Highways for Hives: The Marvel of Bee Space
Reading Time: 5 minutes
Every beekeeper knows about bee space, the specific gap within a hive (wild or domestic) that bees won’t fill with either comb or propolis. For bees, these spaces are their little superhighways. The discovery of these roads shook the beekeeping world to its foundations and made the modern beekeeping industry possible.
So just for fun, let’s dig a little deeper into bee spaces.

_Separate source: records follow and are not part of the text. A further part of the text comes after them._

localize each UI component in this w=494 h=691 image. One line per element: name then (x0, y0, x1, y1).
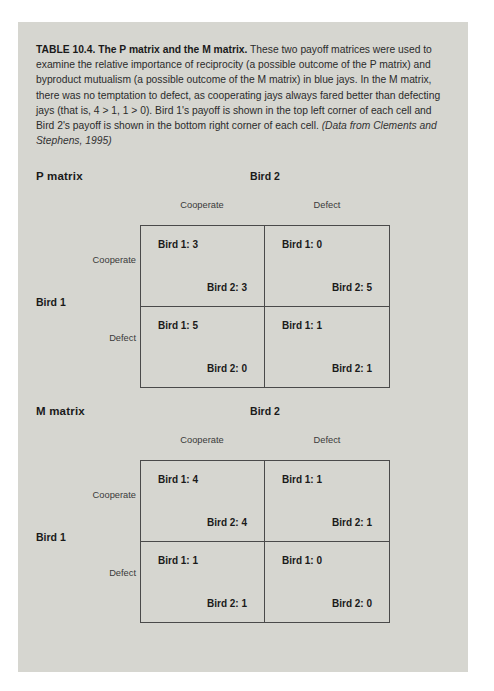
p-matrix-col-header-defect: Defect (265, 200, 389, 210)
m-matrix-column-player-label: Bird 2 (140, 405, 390, 417)
m-matrix-col-header-cooperate: Cooperate (140, 435, 264, 445)
p-matrix-cell-cooperate-defect: Bird 1: 0 Bird 2: 5 (265, 226, 389, 307)
table-caption: TABLE 10.4. The P matrix and the M matri… (36, 42, 450, 148)
p-matrix-title: P matrix (36, 170, 83, 182)
payoff-bird1: Bird 1: 1 (282, 474, 322, 485)
p-matrix-row-player-label: Bird 1 (36, 296, 66, 308)
p-matrix-cell-defect-cooperate: Bird 1: 5 Bird 2: 0 (141, 307, 265, 388)
p-matrix-column-player-label: Bird 2 (140, 170, 390, 182)
m-matrix-row-player-label: Bird 1 (36, 531, 66, 543)
payoff-bird1: Bird 1: 0 (282, 555, 322, 566)
payoff-bird2: Bird 2: 1 (332, 363, 372, 374)
m-matrix-cell-cooperate-cooperate: Bird 1: 4 Bird 2: 4 (141, 461, 265, 542)
payoff-bird2: Bird 2: 5 (332, 282, 372, 293)
p-matrix-row-header-cooperate: Cooperate (54, 255, 136, 265)
table-caption-lead: TABLE 10.4. The P matrix and the M matri… (36, 44, 247, 55)
table-figure-card: TABLE 10.4. The P matrix and the M matri… (18, 22, 468, 672)
payoff-bird2: Bird 2: 4 (207, 517, 247, 528)
payoff-bird1: Bird 1: 0 (282, 239, 322, 250)
m-matrix-row-header-cooperate: Cooperate (54, 490, 136, 500)
m-matrix-row-header-defect: Defect (54, 568, 136, 578)
m-matrix-cell-cooperate-defect: Bird 1: 1 Bird 2: 1 (265, 461, 389, 542)
m-matrix-grid: Bird 1: 4 Bird 2: 4 Bird 1: 1 Bird 2: 1 … (140, 460, 390, 623)
payoff-bird2: Bird 2: 1 (207, 598, 247, 609)
payoff-bird2: Bird 2: 0 (332, 598, 372, 609)
payoff-bird2: Bird 2: 0 (207, 363, 247, 374)
payoff-bird1: Bird 1: 3 (158, 239, 198, 250)
m-matrix-col-header-defect: Defect (265, 435, 389, 445)
payoff-bird1: Bird 1: 1 (282, 320, 322, 331)
p-matrix-cell-defect-defect: Bird 1: 1 Bird 2: 1 (265, 307, 389, 388)
p-matrix-col-header-cooperate: Cooperate (140, 200, 264, 210)
payoff-bird1: Bird 1: 1 (158, 555, 198, 566)
m-matrix-cell-defect-defect: Bird 1: 0 Bird 2: 0 (265, 542, 389, 623)
payoff-bird1: Bird 1: 5 (158, 320, 198, 331)
payoff-bird2: Bird 2: 3 (207, 282, 247, 293)
table-caption-body: These two payoff matrices were used to e… (36, 44, 440, 131)
p-matrix-grid: Bird 1: 3 Bird 2: 3 Bird 1: 0 Bird 2: 5 … (140, 225, 390, 388)
m-matrix-cell-defect-cooperate: Bird 1: 1 Bird 2: 1 (141, 542, 265, 623)
p-matrix-row-header-defect: Defect (54, 333, 136, 343)
payoff-bird1: Bird 1: 4 (158, 474, 198, 485)
m-matrix-title: M matrix (36, 405, 85, 417)
payoff-bird2: Bird 2: 1 (332, 517, 372, 528)
p-matrix-cell-cooperate-cooperate: Bird 1: 3 Bird 2: 3 (141, 226, 265, 307)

Before the breakthrough of discovering bee spaces, beekeeping was a dicey endeavor. Bees have been closely associated with humans for thousands of years across many cultures, including Rome, Egypt, China, and Greece. Primitive hives were made from anything from clay pipes to twisted straw (“skeps”) to hollow logs (“gums”) to crude boxes. Bee “forests” were also managed in which a sustainable amount of honey was harvested from wild colonies each year.
But the universal issue facing early domestic and commercial beekeepers was the cruel destruction of the hives (and sometimes the colony) in harvesting the honey. This was due to the bees’ practice of using propolis to glue shut any openings and building honeycomb directly to the side of their enclosure. To harvest the honey, the hive had to be broken into, and the comb scraped or cut from the side of the clay pipe/twisted straw/hollow log enclosure, which invariably destroyed the insects’ living quarters.
Sometimes the disrupted bees could be artificially housed in a standby home (especially if the harvester was able to locate the queen and place her in a new location), but just as often, the colony was destroyed. It was an aggravating situation for beekeepers and presumably for the bees as well, which is why the Rev. Lorenzo Langstroth literally changed the beekeeping world with his discoveries.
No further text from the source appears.